Sun Tunnels: Shifting Shadows

Nancy Holt
1976
Inkjet print on archival rag paper; composite made by the artist from original 126 format transparencies
61 1/2 x 51 1/2 in. (156.2 x 130.8 cm)
Edition of 5 + 1AP

Sun Tunnels: Shifting Shadows  depicts the shifting patterns of light and shadow over the course of a long July summer day inside one tunnel of Nancy Holt’s landmark earthwork Sun Tunnels (1973-76), located in Utah’s Great Basin Desert. The sculpture comprises four concrete structures arranged in an X-formation, positioned to frame the sun as it rises and sets at the solstices. The composite of thirty photographs captures changing light conditions recorded by Holt at regular intervals over the course of a single day. She traces the movement of the sun through the shadow’s passage from one side of the tunnel to the other, eventually including her own shadow and marking her presence. This photographic artwork makes material Holt’s desire to bring the stars down to earth, with the perforations in the surface of the tunnels mapping out star constellations, bringing the sunlight to the ground in an echo of the celestial pattern above. Holt made this series of photographs in July 1976 shortly after the completion of Sun Tunnels, and along with this work she also shot the photographic composites Sun Tunnels: Sunrise and Sunlight in Sun Tunnels

Writing

Writing by the Artist

Sun Tunnels

Nancy Holt
Sun Tunnels, 1973–76, is built on forty acres, which I bought in 1974 specifically as a site for the work. The land is in the Great Basin Desert in northwestern Utah, about four miles southeast of Lucin (pop. ten) and nine miles east of the Nevada border.
Scholarly Text

Everything and Nothing: On Nancy Holt’s "Sun Tunnels" (1973–76)

Julian Myers-Szupinska
Let me tell you some things I like about Earthworks. I use the designation “Earthworks” advisedly. Holt referred to her work as “Land Art,” seeing the quasi-genre of Earth Art and Earthworks as belonging to an earlier group of male artists, despite them also being her contemporaries, peers, and fellow travelers.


## WHAT TO DO:
Your job is to return every line in the data holding the string "Help".

## EXERCISE DATA:
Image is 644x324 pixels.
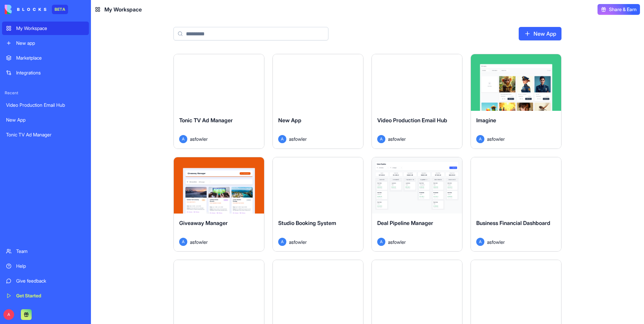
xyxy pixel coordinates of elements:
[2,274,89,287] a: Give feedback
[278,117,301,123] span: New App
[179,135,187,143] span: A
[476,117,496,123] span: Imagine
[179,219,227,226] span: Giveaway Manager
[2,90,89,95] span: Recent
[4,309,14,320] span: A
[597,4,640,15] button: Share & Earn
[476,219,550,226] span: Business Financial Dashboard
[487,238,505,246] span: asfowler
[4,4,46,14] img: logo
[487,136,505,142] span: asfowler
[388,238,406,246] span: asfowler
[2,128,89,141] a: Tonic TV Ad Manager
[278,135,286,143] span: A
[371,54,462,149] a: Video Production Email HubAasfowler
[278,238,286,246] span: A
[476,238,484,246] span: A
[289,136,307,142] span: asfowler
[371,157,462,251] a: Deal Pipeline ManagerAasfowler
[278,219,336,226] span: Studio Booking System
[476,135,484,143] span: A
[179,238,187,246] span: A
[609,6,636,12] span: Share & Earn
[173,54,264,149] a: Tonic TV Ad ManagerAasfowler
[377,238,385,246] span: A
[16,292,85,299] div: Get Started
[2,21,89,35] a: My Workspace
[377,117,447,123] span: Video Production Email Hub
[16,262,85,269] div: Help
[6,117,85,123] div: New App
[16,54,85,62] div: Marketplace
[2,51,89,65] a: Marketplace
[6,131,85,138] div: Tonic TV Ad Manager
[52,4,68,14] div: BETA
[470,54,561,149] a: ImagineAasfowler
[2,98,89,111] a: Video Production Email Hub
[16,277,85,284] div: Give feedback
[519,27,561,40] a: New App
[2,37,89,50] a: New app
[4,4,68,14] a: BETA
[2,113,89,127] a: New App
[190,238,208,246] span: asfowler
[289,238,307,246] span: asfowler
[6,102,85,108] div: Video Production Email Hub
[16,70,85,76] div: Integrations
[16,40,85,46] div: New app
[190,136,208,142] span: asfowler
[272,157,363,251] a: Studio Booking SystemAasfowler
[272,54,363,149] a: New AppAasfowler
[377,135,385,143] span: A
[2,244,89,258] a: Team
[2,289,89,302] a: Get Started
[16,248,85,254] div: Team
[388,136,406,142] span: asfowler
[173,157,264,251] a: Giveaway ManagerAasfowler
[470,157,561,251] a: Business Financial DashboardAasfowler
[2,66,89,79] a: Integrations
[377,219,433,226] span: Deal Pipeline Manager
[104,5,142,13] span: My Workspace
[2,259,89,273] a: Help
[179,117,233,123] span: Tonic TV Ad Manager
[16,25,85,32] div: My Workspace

--

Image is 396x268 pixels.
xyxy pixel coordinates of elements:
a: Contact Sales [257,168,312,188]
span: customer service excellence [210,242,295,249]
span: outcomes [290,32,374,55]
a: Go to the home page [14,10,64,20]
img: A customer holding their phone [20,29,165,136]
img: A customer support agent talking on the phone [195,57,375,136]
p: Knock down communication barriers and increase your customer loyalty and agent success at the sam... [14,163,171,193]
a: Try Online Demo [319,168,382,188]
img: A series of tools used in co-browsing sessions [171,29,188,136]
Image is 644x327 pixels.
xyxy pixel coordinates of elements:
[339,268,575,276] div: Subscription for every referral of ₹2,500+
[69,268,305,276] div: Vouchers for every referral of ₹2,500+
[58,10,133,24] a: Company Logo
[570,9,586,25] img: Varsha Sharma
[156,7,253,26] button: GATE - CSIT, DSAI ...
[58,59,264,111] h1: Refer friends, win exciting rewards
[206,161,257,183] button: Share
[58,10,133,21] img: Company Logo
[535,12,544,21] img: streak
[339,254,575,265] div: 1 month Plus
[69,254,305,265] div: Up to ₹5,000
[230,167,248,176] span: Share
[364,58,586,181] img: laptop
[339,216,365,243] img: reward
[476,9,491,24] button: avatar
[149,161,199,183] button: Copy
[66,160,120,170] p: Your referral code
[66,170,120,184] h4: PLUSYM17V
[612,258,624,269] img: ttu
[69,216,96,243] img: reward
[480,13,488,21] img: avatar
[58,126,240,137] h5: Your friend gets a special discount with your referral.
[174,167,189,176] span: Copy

---

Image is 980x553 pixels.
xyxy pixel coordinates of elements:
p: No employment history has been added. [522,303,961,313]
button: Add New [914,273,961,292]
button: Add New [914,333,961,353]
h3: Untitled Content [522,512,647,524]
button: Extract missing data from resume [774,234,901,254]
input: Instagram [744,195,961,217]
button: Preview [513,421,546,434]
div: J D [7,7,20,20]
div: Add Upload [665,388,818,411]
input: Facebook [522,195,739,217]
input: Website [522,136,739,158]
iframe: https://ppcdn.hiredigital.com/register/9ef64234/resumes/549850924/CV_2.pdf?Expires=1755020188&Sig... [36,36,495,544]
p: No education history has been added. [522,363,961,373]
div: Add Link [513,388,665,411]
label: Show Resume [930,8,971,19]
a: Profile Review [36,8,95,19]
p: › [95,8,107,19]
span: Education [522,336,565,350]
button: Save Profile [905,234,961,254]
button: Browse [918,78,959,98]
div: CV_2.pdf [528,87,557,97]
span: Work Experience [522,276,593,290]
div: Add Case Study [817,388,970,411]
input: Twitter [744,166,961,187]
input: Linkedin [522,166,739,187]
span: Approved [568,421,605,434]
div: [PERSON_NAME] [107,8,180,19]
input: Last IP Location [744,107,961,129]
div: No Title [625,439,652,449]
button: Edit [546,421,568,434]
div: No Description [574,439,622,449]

## WRITTEN ANSWER:
[16,262,85,269] div: Help
[2,259,89,273] a: Help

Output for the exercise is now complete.